One can acknowledge and accept the necessity of such an evaluation, both to
avoid tautologous self-validation and to come to grips with the real. Many criteria
can be extracted from current discussions, but a common core shared by most, if
not all, rival systems of thought include immanence, pluralism, realism, and
testability.
Thought-images. Thought does not only make use of images to give it concrete
illustrations or applications, but is also organised in terms of certain overarching
images that give form and plausibility to its exercise in a particular epoch.There are
two influential images of thought that have given rise to diverse contemporary
metaphysical research programmes in Continental Philosophy: the quantum image
and the performance image. These are articulated in opposition to the dominance
of the structuralist image.
Pluralism and relativism. Zizek and Latour are realist pluralists, their most recent
thought is devoted to providing a realist grounding for truths and for truth-saying
that respects the immanence of truths while avoiding relativism. Laruelle, on the
other hand, is a relativist: his thought is a fall back into the democratic relativism of
“all thoughts are equal”. In a word, testability is abandoned in favor of the reductive
application of the criterion of equality.

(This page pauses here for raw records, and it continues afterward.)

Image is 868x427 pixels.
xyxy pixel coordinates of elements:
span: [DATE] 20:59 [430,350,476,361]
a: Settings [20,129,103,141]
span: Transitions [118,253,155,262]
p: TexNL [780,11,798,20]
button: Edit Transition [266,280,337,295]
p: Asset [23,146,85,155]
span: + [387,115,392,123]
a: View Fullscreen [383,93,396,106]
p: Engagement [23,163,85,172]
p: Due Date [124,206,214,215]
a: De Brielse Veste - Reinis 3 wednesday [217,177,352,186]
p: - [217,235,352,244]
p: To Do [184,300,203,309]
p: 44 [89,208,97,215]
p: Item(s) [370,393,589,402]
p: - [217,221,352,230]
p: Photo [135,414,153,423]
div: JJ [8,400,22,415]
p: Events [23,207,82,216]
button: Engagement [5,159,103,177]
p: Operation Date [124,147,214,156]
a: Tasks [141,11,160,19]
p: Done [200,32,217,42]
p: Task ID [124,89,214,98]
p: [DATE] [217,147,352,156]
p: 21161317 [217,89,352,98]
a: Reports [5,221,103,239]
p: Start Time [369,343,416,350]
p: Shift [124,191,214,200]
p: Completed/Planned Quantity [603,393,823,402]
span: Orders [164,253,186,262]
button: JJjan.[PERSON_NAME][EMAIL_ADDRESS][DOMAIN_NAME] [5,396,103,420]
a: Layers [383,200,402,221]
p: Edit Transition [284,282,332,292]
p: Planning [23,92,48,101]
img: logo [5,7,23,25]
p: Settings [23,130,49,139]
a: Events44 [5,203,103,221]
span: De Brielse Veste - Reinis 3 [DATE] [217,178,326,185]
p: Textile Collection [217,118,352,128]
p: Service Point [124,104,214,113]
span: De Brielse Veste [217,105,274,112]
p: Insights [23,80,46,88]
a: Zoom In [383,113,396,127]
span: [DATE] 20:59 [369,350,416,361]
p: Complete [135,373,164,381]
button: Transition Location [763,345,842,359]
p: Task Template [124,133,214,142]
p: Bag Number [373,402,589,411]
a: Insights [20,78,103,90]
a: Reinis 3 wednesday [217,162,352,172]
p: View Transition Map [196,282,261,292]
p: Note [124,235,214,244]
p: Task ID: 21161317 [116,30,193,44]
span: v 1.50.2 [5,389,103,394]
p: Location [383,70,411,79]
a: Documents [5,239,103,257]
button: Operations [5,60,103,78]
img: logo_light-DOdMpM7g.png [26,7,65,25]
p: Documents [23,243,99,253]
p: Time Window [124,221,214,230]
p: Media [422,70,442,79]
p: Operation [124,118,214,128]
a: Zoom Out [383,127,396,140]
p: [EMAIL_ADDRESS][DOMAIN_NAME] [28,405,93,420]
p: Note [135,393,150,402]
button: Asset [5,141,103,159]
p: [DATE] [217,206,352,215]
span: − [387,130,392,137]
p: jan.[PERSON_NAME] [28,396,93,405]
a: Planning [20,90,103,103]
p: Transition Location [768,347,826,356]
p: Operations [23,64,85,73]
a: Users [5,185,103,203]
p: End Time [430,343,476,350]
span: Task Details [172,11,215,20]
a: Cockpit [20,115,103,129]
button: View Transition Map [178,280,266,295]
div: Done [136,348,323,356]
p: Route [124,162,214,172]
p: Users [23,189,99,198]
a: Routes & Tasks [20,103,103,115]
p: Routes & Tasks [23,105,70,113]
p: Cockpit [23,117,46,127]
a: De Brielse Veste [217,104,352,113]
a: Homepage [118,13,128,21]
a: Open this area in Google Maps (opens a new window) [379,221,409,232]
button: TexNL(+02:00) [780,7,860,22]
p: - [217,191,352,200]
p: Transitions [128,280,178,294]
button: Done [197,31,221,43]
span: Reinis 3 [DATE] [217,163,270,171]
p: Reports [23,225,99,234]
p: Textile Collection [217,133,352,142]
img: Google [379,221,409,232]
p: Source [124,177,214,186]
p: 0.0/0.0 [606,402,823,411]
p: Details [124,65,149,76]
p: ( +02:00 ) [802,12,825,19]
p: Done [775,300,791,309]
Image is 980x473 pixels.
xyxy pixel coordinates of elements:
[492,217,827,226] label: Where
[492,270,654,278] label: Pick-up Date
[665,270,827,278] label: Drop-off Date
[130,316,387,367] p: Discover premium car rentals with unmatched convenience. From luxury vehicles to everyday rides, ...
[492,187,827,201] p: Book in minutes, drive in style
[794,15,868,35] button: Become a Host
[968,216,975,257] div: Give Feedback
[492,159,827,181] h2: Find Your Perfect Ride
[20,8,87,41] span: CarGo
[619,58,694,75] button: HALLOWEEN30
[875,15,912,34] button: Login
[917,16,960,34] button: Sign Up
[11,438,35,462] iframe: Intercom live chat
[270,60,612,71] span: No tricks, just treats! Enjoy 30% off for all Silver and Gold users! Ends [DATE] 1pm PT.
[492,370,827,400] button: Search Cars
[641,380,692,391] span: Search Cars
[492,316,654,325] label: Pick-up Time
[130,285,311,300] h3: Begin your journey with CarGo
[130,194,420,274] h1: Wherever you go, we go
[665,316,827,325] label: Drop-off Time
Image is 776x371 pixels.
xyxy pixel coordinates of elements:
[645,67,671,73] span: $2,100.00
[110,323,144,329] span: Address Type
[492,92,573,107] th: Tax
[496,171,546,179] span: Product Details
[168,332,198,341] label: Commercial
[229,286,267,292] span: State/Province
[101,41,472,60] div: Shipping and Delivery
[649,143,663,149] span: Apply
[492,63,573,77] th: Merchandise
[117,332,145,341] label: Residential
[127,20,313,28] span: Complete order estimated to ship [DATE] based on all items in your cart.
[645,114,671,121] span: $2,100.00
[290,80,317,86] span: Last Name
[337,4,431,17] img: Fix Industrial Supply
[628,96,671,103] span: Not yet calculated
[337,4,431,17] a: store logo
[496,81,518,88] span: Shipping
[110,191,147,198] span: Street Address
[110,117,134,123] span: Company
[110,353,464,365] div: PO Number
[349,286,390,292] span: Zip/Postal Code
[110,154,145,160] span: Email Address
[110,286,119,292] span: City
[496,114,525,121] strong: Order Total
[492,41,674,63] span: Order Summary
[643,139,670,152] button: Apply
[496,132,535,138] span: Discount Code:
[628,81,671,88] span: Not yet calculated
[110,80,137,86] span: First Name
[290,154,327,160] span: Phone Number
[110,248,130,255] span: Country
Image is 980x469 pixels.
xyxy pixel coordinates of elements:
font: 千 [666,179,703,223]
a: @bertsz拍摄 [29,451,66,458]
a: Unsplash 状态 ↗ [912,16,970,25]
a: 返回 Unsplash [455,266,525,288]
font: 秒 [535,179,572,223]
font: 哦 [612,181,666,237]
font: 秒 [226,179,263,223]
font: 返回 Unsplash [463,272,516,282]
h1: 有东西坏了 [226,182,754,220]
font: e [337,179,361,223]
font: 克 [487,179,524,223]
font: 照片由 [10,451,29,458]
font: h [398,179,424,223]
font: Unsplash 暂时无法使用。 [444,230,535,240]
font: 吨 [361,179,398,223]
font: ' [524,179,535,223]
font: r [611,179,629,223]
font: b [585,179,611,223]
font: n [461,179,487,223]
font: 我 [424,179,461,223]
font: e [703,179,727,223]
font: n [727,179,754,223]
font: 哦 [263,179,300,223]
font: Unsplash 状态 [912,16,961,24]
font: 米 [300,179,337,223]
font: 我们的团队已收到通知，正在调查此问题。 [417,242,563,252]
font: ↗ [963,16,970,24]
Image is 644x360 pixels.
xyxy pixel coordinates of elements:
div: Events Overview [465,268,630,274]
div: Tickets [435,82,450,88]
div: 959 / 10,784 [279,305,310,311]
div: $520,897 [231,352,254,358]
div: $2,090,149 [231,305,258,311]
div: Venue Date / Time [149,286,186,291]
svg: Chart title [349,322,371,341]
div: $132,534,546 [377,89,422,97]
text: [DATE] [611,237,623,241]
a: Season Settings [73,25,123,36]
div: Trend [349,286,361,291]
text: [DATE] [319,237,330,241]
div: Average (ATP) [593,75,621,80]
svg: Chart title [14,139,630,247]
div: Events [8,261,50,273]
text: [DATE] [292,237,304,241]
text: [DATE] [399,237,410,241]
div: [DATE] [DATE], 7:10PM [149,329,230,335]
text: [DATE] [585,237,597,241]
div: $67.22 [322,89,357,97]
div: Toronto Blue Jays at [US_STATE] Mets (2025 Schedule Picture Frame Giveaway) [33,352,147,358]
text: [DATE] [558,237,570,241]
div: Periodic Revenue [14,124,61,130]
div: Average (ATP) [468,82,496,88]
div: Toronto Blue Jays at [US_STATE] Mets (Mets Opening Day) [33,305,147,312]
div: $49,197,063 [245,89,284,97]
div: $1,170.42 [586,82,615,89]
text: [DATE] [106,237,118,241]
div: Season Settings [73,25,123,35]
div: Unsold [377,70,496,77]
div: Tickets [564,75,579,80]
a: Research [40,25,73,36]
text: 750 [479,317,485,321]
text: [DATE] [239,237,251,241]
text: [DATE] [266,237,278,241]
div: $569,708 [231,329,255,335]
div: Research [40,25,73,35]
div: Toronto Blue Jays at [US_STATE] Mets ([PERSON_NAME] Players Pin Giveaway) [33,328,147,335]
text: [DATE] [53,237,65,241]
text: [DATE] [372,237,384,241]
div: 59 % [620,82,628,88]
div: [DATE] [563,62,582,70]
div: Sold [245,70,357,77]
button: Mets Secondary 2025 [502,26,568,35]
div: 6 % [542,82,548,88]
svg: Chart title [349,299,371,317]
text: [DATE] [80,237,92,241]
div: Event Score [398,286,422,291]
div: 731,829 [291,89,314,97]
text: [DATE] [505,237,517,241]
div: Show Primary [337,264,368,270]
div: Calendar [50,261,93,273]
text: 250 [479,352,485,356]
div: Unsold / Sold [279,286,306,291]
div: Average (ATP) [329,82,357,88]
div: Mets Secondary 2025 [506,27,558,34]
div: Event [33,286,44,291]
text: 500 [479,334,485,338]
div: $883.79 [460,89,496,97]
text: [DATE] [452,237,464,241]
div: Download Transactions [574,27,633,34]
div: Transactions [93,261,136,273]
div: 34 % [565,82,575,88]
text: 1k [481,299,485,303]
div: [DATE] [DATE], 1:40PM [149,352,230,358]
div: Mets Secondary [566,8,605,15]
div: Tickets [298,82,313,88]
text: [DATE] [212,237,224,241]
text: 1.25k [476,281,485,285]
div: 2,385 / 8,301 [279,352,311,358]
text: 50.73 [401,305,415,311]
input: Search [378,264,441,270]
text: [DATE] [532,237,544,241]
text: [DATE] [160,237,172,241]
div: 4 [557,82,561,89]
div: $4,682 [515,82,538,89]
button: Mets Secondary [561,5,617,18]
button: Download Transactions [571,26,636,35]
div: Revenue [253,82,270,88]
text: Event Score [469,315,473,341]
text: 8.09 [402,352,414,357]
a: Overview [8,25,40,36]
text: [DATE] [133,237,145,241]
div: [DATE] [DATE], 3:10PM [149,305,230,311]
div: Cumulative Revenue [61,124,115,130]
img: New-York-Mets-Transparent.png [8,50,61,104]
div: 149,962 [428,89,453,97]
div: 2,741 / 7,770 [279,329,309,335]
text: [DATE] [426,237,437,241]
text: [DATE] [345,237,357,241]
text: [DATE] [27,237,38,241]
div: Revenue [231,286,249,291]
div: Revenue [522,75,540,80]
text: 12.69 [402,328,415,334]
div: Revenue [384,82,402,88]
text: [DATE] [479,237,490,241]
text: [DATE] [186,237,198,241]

Vice and virtue. Laruelle elaborates a radical critique of philosophy based on his
own particular form of virtue epistemology. He identifies the vice of philosophical
“sufficiency” as invalidating the pretension of contemporary philosophy to come to
terms with immanence, but we shall see that he is himself unable to propose a
virtuous alternative.
Performance. The performance image of thought can generate its own criterion, in
order to give automatic and tautologous self-validation to its preferred metaphysical
research programme. In Laruelle’s case, the idealist criterion of performativity (or
something supposedly being so just because one declares it so) replaces the
scientific criterion of testability in his “non-philosophy” research programme.
Enunciative sufficiency. In this view, performance alone is not enough, and the
attempt to make it suffice is idealist. In contrast, Laruelle’s general procedure is to
denounce “sufficiency” at the level of content, but at the level of enunciative form he
and his followers proposes replacement criteria that they then try to make suffice.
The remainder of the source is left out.